Getting customers to respond to marketing efforts has been an age-old dilemma for all marketers. Many think that enticing customers with some sort of promotional offer or discount is the best way to spark customer interest or sales. There is no question the promotional offers can be effective for certain types of products or services. However, once promotional (money lost due to discounting) and actual (price of marketing the promotion) costs are combined in with the conditioning effect that can cause some customers to buy only when a product or service is on sale, the promotional offer can be far more expensive than you could have ever anticipated.
A recent study[1] on response rates provides some interesting insight into the response and promotion dilemma. Researchers mailed a survey on group health insurance to 1,200 members of a trade association. Respondents were incentivized to participate by receiving anywhere from $1 to $40. The survey was also sent to a control group that received no incentive and four requests to participate (the incentivized groups received only one request).
Surprisingly, the response from the group receiving $1 was approximately 20 percentage points lower than those that received $40 (41% and 54% respectively). Certainly the increase in the response rate was not significant enough to justify the increase in incentive to participate.
Even more surprising was that receiving four requests to complete the survey, the response rate for the control group, who didn’t receive any incentive, was only two percentage points below the group receiving $40 (52% and 54% respectively). Surely the price of printing a few more letters and purchasing three more stamps was far cheaper than giving respondents $40 to participate.
Every business considering promotional offers as a way to sell its products or services should seriously consider these findings. If they hold true for your business, think of how much less expensive, if at all less expensive, multiple impressions with a prospective customer would be when compared to discounting. To do so, business should calculate all of the cost of all promotional and actual expenses of the promotional offer under consideration (cost to market promotion + money spent/lost as a result of the promotion). The cost of simply marketing the service or product sans the promotion should also be considered by replacing promotional costs with the costs of obtaining multiple impressions. The comparison of the two calculations will manifest the method for proceeding.
[1] See Hall & Smith, Meaningful Marketing, Brain Brew Books, 2003, p. 90.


INSTRUCTIONS TO FOLLOW: Give back every entry exactly; drop the pictures.

DATA RECORDS:
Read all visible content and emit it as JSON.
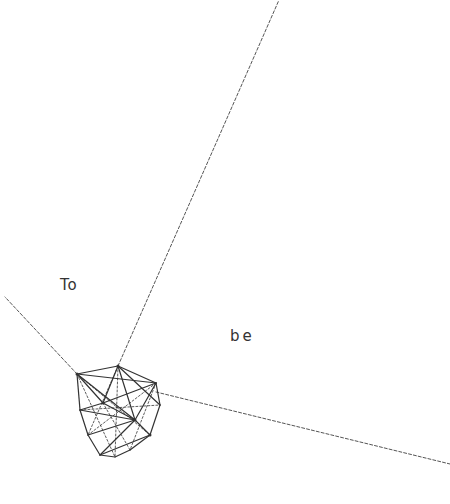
{
  "labels": {
    "left": "To",
    "right": "be"
  },
  "colors": {
    "background": "#ffffff",
    "line": "#333333",
    "ray": "#555555"
  },
  "rays": [
    {
      "name": "ray-up",
      "from": [
        118,
        366
      ],
      "to": [
        279,
        0
      ]
    },
    {
      "name": "ray-left",
      "from": [
        77,
        374
      ],
      "to": [
        5,
        297
      ]
    },
    {
      "name": "ray-right",
      "from": [
        156,
        392
      ],
      "to": [
        450,
        464
      ]
    }
  ],
  "polyhedron": {
    "outline": [
      [
        77,
        374
      ],
      [
        118,
        366
      ],
      [
        156,
        383
      ],
      [
        160,
        405
      ],
      [
        150,
        435
      ],
      [
        130,
        450
      ],
      [
        115,
        457
      ],
      [
        100,
        455
      ],
      [
        88,
        435
      ],
      [
        80,
        410
      ]
    ],
    "solid_edges": [
      [
        [
          77,
          374
        ],
        [
          118,
          366
        ]
      ],
      [
        [
          118,
          366
        ],
        [
          156,
          383
        ]
      ],
      [
        [
          156,
          383
        ],
        [
          160,
          405
        ]
      ],
      [
        [
          160,
          405
        ],
        [
          150,
          435
        ]
      ],
      [
        [
          150,
          435
        ],
        [
          130,
          450
        ]
      ],
      [
        [
          130,
          450
        ],
        [
          115,
          457
        ]
      ],
      [
        [
          115,
          457
        ],
        [
          100,
          455
        ]
      ],
      [
        [
          100,
          455
        ],
        [
          88,
          435
        ]
      ],
      [
        [
          88,
          435
        ],
        [
          80,
          410
        ]
      ],
      [
        [
          80,
          410
        ],
        [
          77,
          374
        ]
      ],
      [
        [
          77,
          374
        ],
        [
          103,
          403
        ]
      ],
      [
        [
          118,
          366
        ],
        [
          103,
          403
        ]
      ],
      [
        [
          156,
          383
        ],
        [
          103,
          403
        ]
      ],
      [
        [
          103,
          403
        ],
        [
          135,
          420
        ]
      ],
      [
        [
          135,
          420
        ],
        [
          156,
          383
        ]
      ],
      [
        [
          135,
          420
        ],
        [
          118,
          366
        ]
      ],
      [
        [
          80,
          410
        ],
        [
          103,
          403
        ]
      ],
      [
        [
          80,
          410
        ],
        [
          135,
          420
        ]
      ],
      [
        [
          88,
          435
        ],
        [
          135,
          420
        ]
      ],
      [
        [
          135,
          420
        ],
        [
          150,
          435
        ]
      ],
      [
        [
          135,
          420
        ],
        [
          100,
          455
        ]
      ],
      [
        [
          77,
          374
        ],
        [
          156,
          383
        ]
      ],
      [
        [
          118,
          366
        ],
        [
          160,
          405
        ]
      ],
      [
        [
          77,
          374
        ],
        [
          135,
          420
        ]
      ],
      [
        [
          100,
          455
        ],
        [
          150,
          435
        ]
      ]
    ],
    "dashed_edges": [
      [
        [
          77,
          374
        ],
        [
          115,
          457
        ]
      ],
      [
        [
          118,
          366
        ],
        [
          115,
          457
        ]
      ],
      [
        [
          156,
          383
        ],
        [
          88,
          435
        ]
      ],
      [
        [
          80,
          410
        ],
        [
          160,
          405
        ]
      ],
      [
        [
          103,
          403
        ],
        [
          130,
          450
        ]
      ],
      [
        [
          118,
          366
        ],
        [
          88,
          435
        ]
      ],
      [
        [
          156,
          383
        ],
        [
          130,
          450
        ]
      ],
      [
        [
          77,
          374
        ],
        [
          150,
          435
        ]
      ]
    ],
    "vertex_marks": [
      [
        103,
        403
      ],
      [
        135,
        420
      ],
      [
        118,
        366
      ],
      [
        77,
        374
      ],
      [
        150,
        435
      ]
    ]
  }
}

YOUR SOLUTION:
Read all visible content and emit it as JSON.
{
  "labels": {
    "left": "To",
    "right": "be"
  },
  "colors": {
    "background": "#ffffff",
    "line": "#333333",
    "ray": "#555555"
  },
  "rays": [
    {
      "name": "ray-up",
      "from": [
        118,
        366
      ],
      "to": [
        279,
        0
      ]
    },
    {
      "name": "ray-left",
      "from": [
        77,
        374
      ],
      "to": [
        5,
        297
      ]
    },
    {
      "name": "ray-right",
      "from": [
        156,
        392
      ],
      "to": [
        450,
        464
      ]
    }
  ],
  "polyhedron": {
    "outline": [
      [
        77,
        374
      ],
      [
        118,
        366
      ],
      [
        156,
        383
      ],
      [
        160,
        405
      ],
      [
        150,
        435
      ],
      [
        130,
        450
      ],
      [
        115,
        457
      ],
      [
        100,
        455
      ],
      [
        88,
        435
      ],
      [
        80,
        410
      ]
    ],
    "solid_edges": [
      [
        [
          77,
          374
        ],
        [
          118,
          366
        ]
      ],
      [
        [
          118,
          366
        ],
        [
          156,
          383
        ]
      ],
      [
        [
          156,
          383
        ],
        [
          160,
          405
        ]
      ],
      [
        [
          160,
          405
        ],
        [
          150,
          435
        ]
      ],
      [
        [
          150,
          435
        ],
        [
          130,
          450
        ]
      ],
      [
        [
          130,
          450
        ],
        [
          115,
          457
        ]
      ],
      [
        [
          115,
          457
        ],
        [
          100,
          455
        ]
      ],
      [
        [
          100,
          455
        ],
        [
          88,
          435
        ]
      ],
      [
        [
          88,
          435
        ],
        [
          80,
          410
        ]
      ],
      [
        [
          80,
          410
        ],
        [
          77,
          374
        ]
      ],
      [
        [
          77,
          374
        ],
        [
          103,
          403
        ]
      ],
      [
        [
          118,
          366
        ],
        [
          103,
          403
        ]
      ],
      [
        [
          156,
          383
        ],
        [
          103,
          403
        ]
      ],
      [
        [
          103,
          403
        ],
        [
          135,
          420
        ]
      ],
      [
        [
          135,
          420
        ],
        [
          156,
          383
        ]
      ],
      [
        [
          135,
          420
        ],
        [
          118,
          366
        ]
      ],
      [
        [
          80,
          410
        ],
        [
          103,
          403
        ]
      ],
      [
        [
          80,
          410
        ],
        [
          135,
          420
        ]
      ],
      [
        [
          88,
          435
        ],
        [
          135,
          420
        ]
      ],
      [
        [
          135,
          420
        ],
        [
          150,
          435
        ]
      ],
      [
        [
          135,
          420
        ],
        [
          100,
          455
        ]
      ],
      [
        [
          77,
          374
        ],
        [
          156,
          383
        ]
      ],
      [
        [
          118,
          366
        ],
        [
          160,
          405
        ]
      ],
      [
        [
          77,
          374
        ],
        [
          135,
          420
        ]
      ],
      [
        [
          100,
          455
        ],
        [
          150,
          435
        ]
      ]
    ],
    "dashed_edges": [
      [
        [
          77,
          374
        ],
        [
          115,
          457
        ]
      ],
      [
        [
          118,
          366
        ],
        [
          115,
          457
        ]
      ],
      [
        [
          156,
          383
        ],
        [
          88,
          435
        ]
      ],
      [
        [
          80,
          410
        ],
        [
          160,
          405
        ]
      ],
      [
        [
          103,
          403
        ],
        [
          130,
          450
        ]
      ],
      [
        [
          118,
          366
        ],
        [
          88,
          435
        ]
      ],
      [
        [
          156,
          383
        ],
        [
          130,
          450
        ]
      ],
      [
        [
          77,
          374
        ],
        [
          150,
          435
        ]
      ]
    ],
    "vertex_marks": [
      [
        103,
        403
      ],
      [
        135,
        420
      ],
      [
        118,
        366
      ],
      [
        77,
        374
      ],
      [
        150,
        435
      ]
    ]
  }
}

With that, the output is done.